I was, however, surprised to find that she’d waited for me, but I noticed that the hand closest to me was balled into a fist and I wondered if she wanted me to take it. To slide my fingers around hers as I’d done in her pretty, battered prison.
She was in fight mode—I didn’t think Lodestar had a flight mode to be fair—so it didn’t make sense for her to want tenderness from me. Support, yes. Gentleness? Affection? No.
If anyone understood that she had to play harder, faster, and stronger than a man in this situation, it was me. I had no desire to undermine her. So instead, I moved alongside and, very carefully, let my pinkie connect with her knuckles.
Though we were both staring straight ahead, I heard her quick inhalation. Then, I hid another smile when she bounced pinkies with me too.
My fingers flexed with the desire to reach out but I kept myself under control, fortuitous considering a man appeared at the end of the corridor.
Her tension was immediate, and I knew she expected him to be a guard, but I thought it was a servant. Something the stranger confirmed by nodding at us, his arms fixed at his side, his back to us as he descended the same staircase I’d used to get up here.
The edifice itself was constructed like a fortress, but inside, it was more of a five-star hotel than anything else. It was strange that Kuznetsov had used his home as a prison, but everyone had a different way of dealing with family, I guessed.
Her gaze darted around as we traversed different hallways, and I knew she was marking exits. Much as I permitted Eoghan to do the same thing wherever we were, like I’d let him sit with his back to the wall so he was looking out onto any given room, I stayed quiet as she found her bearings.
When we reached a large set of doors that opened up into a dining room, that was where we discovered her grandfather. Standing at the head of the table, one that ran the length of the thirty feet-long room, he remained behind his chair, clearly waiting for us.
The man was old. His skin was more papery than Da’s had been. But his back was straight, his shoulders weren’t hunched, and he appeared to be as sharp as ever from the intensity of his study during our walk over to him.
The state of the room she’d been kept in was proof enough of what her grandfather had said—she’d been like a caged wild animal. But it was the number of guards in the dining room that confirmed what I already knew—how deadly she was.
Nine of them.
Nine fucking guards all hovering in place around Kuznetsov because ofonewoman.
Upon our approach, I braced for Star to hurl herself at him, for her to pick up a spoon from the table and to use it to stab him. I knew the guards who were standing nearby did the same, but she didn’t mistreat the silver cutlery. No, she retained her composure, casting me a knowing glance as she calmly sank into the chair the servant held out for her.
Kuznetsov and I withdrew our own seats and took our places, sandwiching her between us.
Her spine would make a ruler seem curved. Her shoulders weren’t high, but her tension was so fierce that she was practically vibrating.
It was only at that moment that I really got a chance to study her.
Sure, I’d been looking at her before, but in the silence that settled among us, I took in the almond eyes that missed nothing, the gentle lines of a mouth that had a tendency to angle downwards at the corners—her inherent discontent visible in the flesh.
Fuck, I wanted to change that.
I also wanted to kiss her more than I wanted my heart to take its next beat because her upper lip was full, the bottom fuller. I just knew kissing her would feel like heaven.
Her nose was strong, and there was the tiniest of breaks at the bridge. Her brows were arched and they led to the faintest of widow’s peaks that sank into rich brown hair that was just a couple of shades lighter than mine.
Her body was strong. Compact. A weapon.
I didn’t want that to turn me on, but it did.
She was more than a weapon. She was a woman. She needed to be respected as such because, until now, that had been her worth—her ability to kill.
My body didn’t understand the nuance even if my mind did.
Three servants appeared out of the woodwork to disturb the awkward silence. They brought soup, but I thanked God that it wasn’t purple. Even starving, beet soup wasn’t my jam despite my Russian sisters-in-law trying to tempt us with it.
Give me a goddamn steak any day of the week.
Star tensed at the sight. What had offended her about cheesy soup, I didn’t know, but her fingers bled white around the spoon in her hand.
“French onion soup was her favorite dish,” Kuznetsov said demurely.
“You turned your daughter into a weapon,” was her flat response. “Don’t think I’m impressed that you remember her favorite foods.”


The records are to be repeated exactly, and any images in them are to be dropped.

Referring expression grounding data:
□ □ □ □
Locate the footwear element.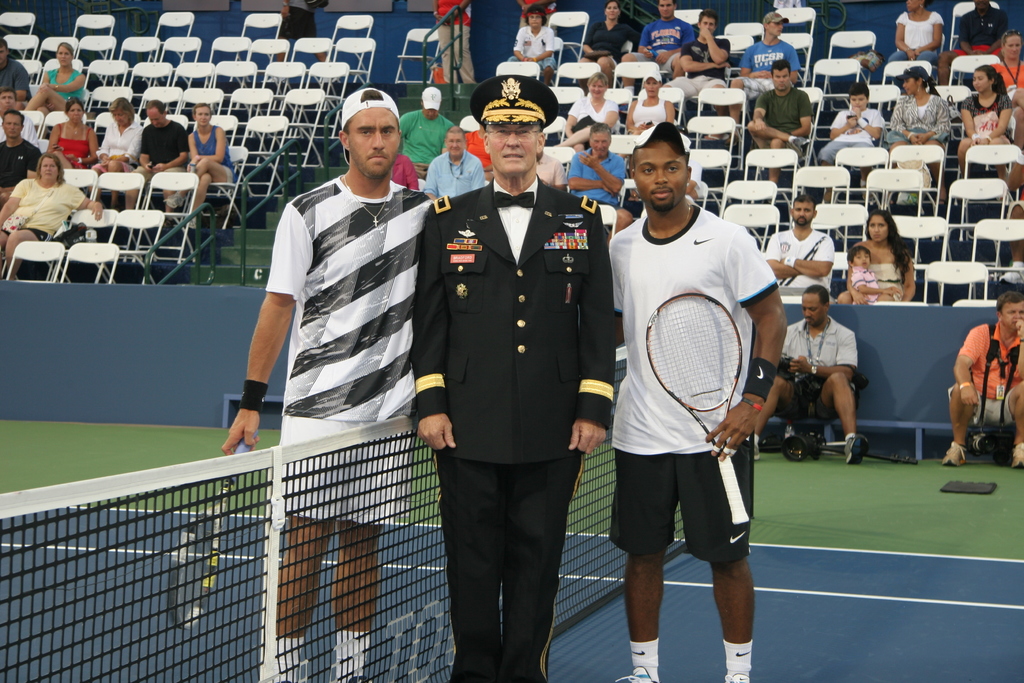
Element bbox: (left=844, top=432, right=872, bottom=465).
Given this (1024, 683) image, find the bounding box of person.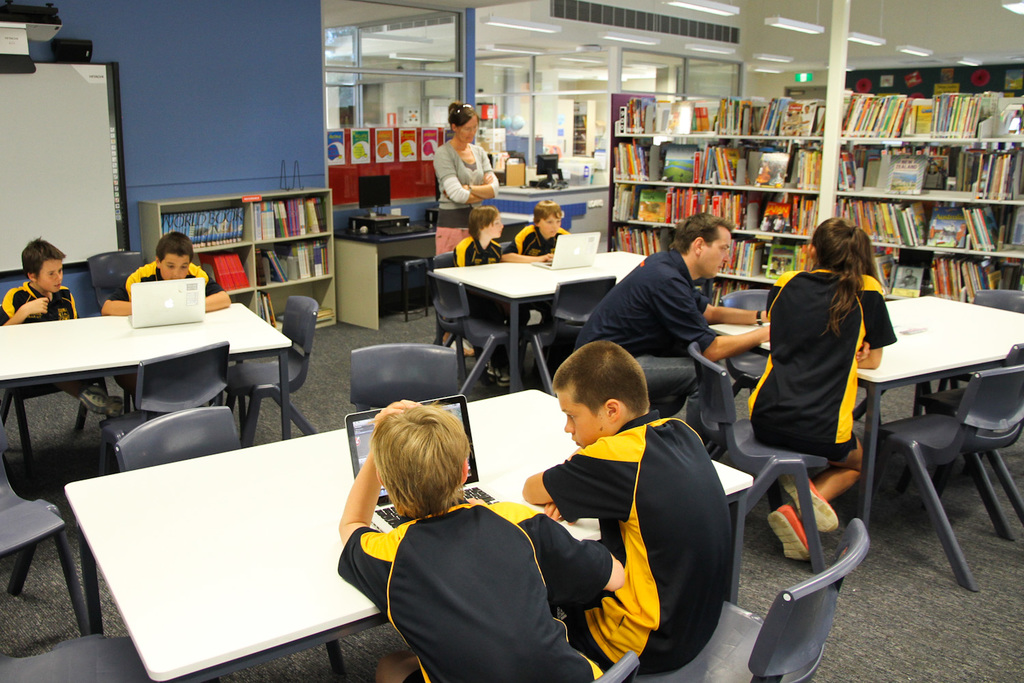
locate(100, 227, 233, 398).
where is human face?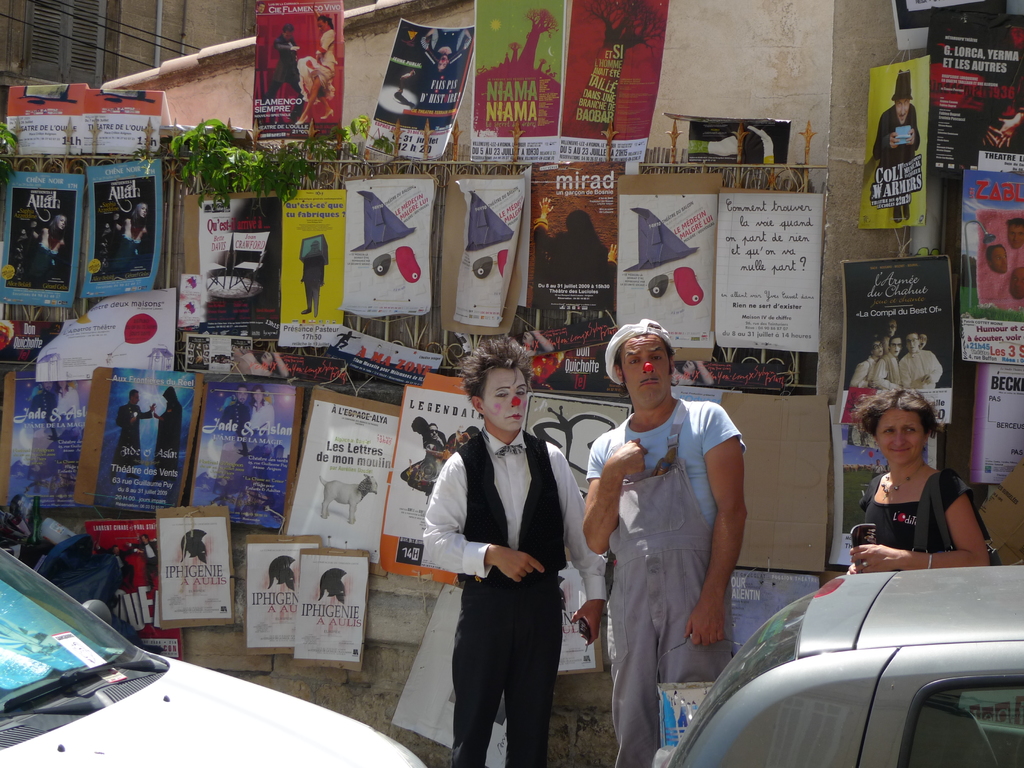
x1=625, y1=339, x2=673, y2=397.
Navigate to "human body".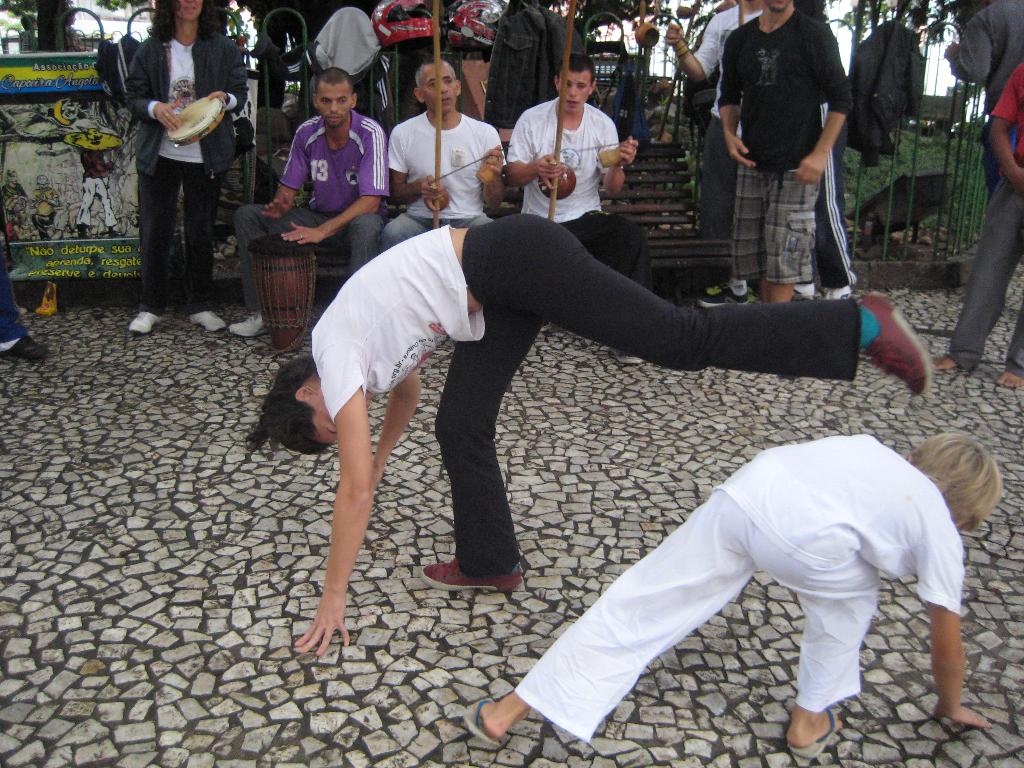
□ □ □ □
ANSWER TO THIS PROBLEM ->
Locate the footwear element.
Element bbox: (left=844, top=432, right=872, bottom=465).
Given this (1024, 683) image, find the bounding box of person.
locate(100, 227, 233, 398).
where is human face?
x1=625, y1=339, x2=673, y2=397.
Navigate to "human body".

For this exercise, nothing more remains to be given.